Delegation Dilemma: Are You Trapped and Overrun by Monkeys

The senior and middle managers frustrated the General Manager of a large organization. She felt managers weren’t using their time effectively. “Many of them are managing a level or two below their position. They’re trapped in micromanaging daily details. They need to be more strategic with their time and learn to delegate.” She wanted delegation skills to be part of the leadership development workshops we were designing for their organization.

Delegation is one tip of the leadership iceberg. There is a skill set with dos and don’ts for effective delegation. But as we assessed the organization’s culture and leadership practices, we found — as is often the case — lack of delegation went much deeper. Micromanagement came from low levels of trust in the delegatee’s effectiveness. This often reflects the manager’s failure to provide effective coaching and poor “monkey management.”

Imagine a team member coming to their manager with a little monkey. “Hey, boss. We’ve got a problem,” as the team member hands (delegates) the monkey to their manager. Less effective managers will say, “Ok. Let me look into that/take that and get back to you” as he or she takes the monkey and puts it on their back with all the other screaming primates. A more effective leader-coach will say, “Eewwww, that’s an ugly little monkey you have there! How can I help you manage that monkey?”

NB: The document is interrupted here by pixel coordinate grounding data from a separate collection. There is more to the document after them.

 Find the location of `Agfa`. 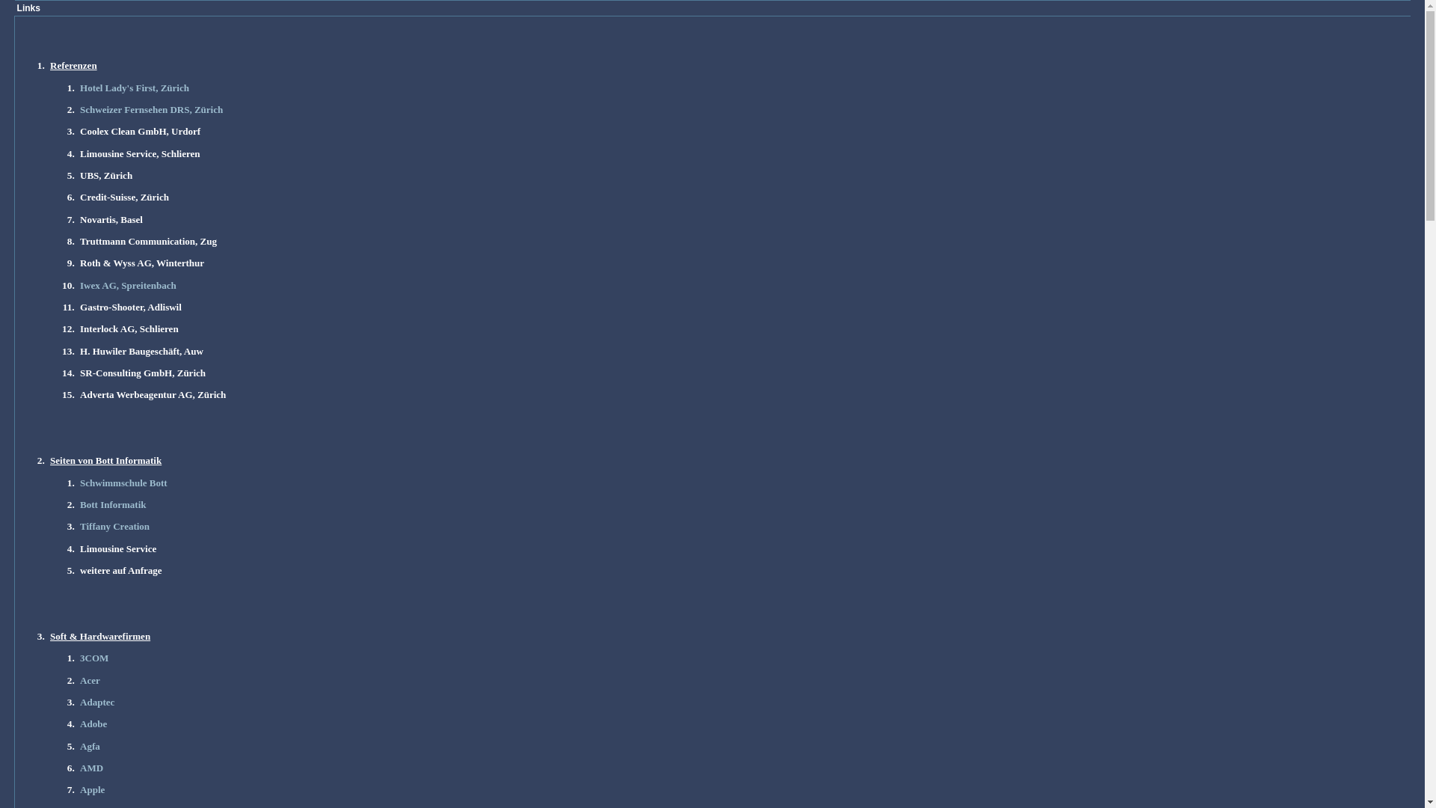

Agfa is located at coordinates (90, 746).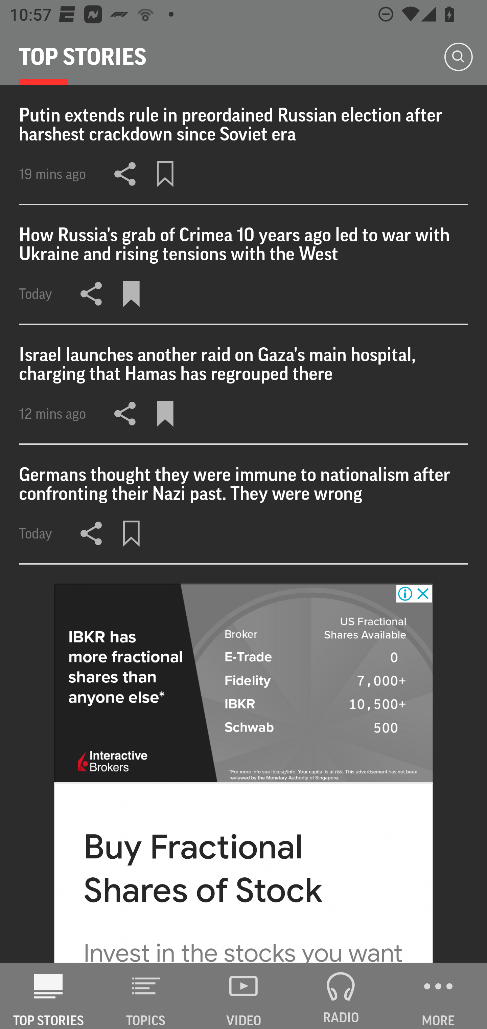 Image resolution: width=487 pixels, height=1029 pixels. Describe the element at coordinates (146, 996) in the screenshot. I see `TOPICS` at that location.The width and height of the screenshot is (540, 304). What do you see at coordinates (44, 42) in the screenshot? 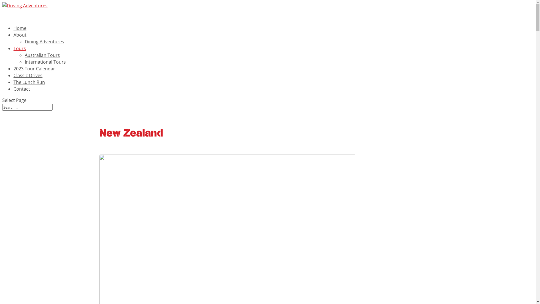
I see `Dining Adventures` at bounding box center [44, 42].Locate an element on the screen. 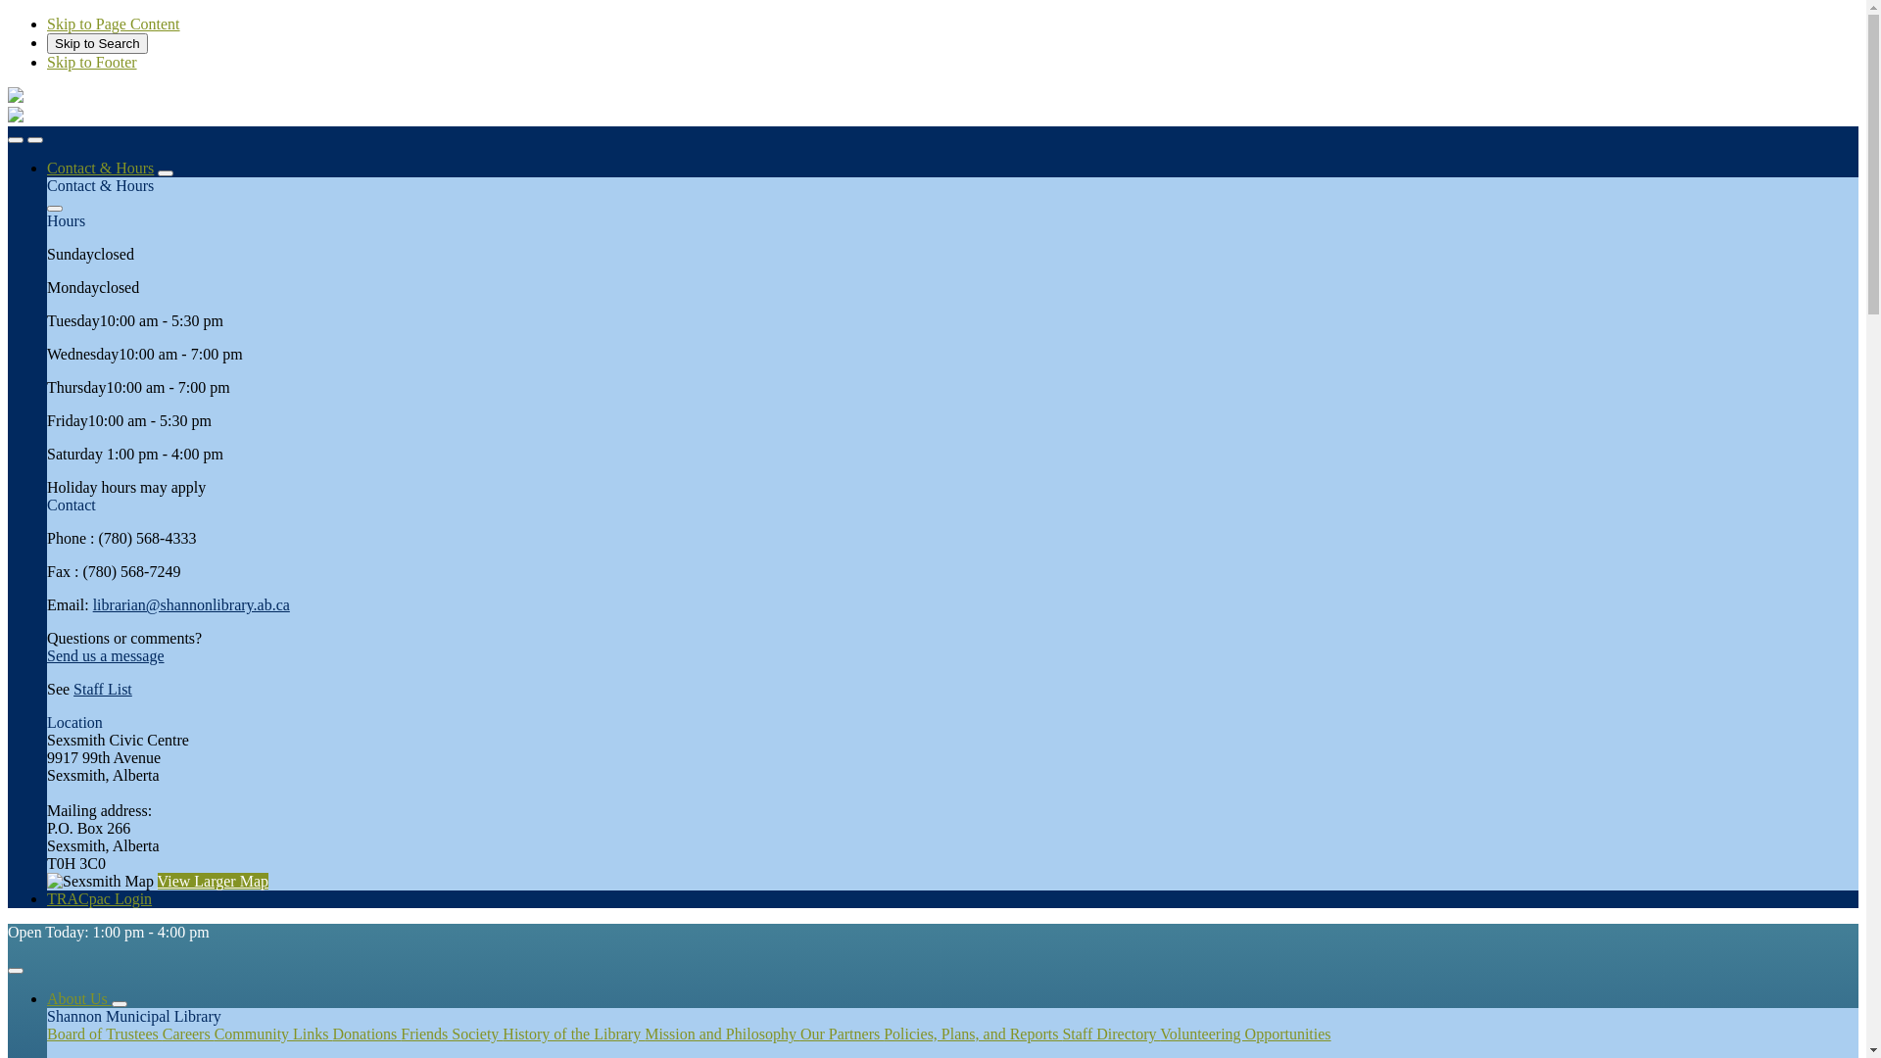  Skip to Page Content is located at coordinates (114, 24).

An element of monkey management and delegation is coaching that creates empowerment and growth. Delegation without enablement is abdication. Delegatees often need to be guided and developed so they can confidently deal with and manage monkeys on their own.

This guidance moves delegation beyond empowerment to “empartnerment.” Traditional delegation is often hierarchical with the leader dishing out power as each monkey comes screeching into sight. Partnering creates an environment where team members deal with many issues on their own and only bring the biggest, unruliest monkeys to the manager.

In conjunction with coaching skill development, it turned out that the organization’s managers also needed to use their time more strategically. They were falling into many of these deadly time traps:

  • Highly reactive and crazy busy
  • The Acceleration Trap
  • Low culture/capacity development
  • Poor monkey management
  • No time for coaching skill development
  • Working in Versus on Your Team
  • Falling down the meeting sinkhole

Take our Strategic Use of Time Assessment if you’d like to see how you’re doing.

Often called “the father of modern management,” Peter Drucker wrote in his landmark book, The Effective Executive: The Definitive Guide to Getting the Right Things Done,” As usually presented, delegation makes little sense. If it means that somebody else ought to do part of ‘my work,’ it is wrong. One is paid for doing one’s own work. And if it implies, as the usual sermon does, that the laziest manager is the best manager, it is not only nonsense; it is immoral.” He never did put lipstick on a monkey.

The most productive managers aren’t lazy. They proactively build team capacity to share monkey management and make the best strategic use of their time.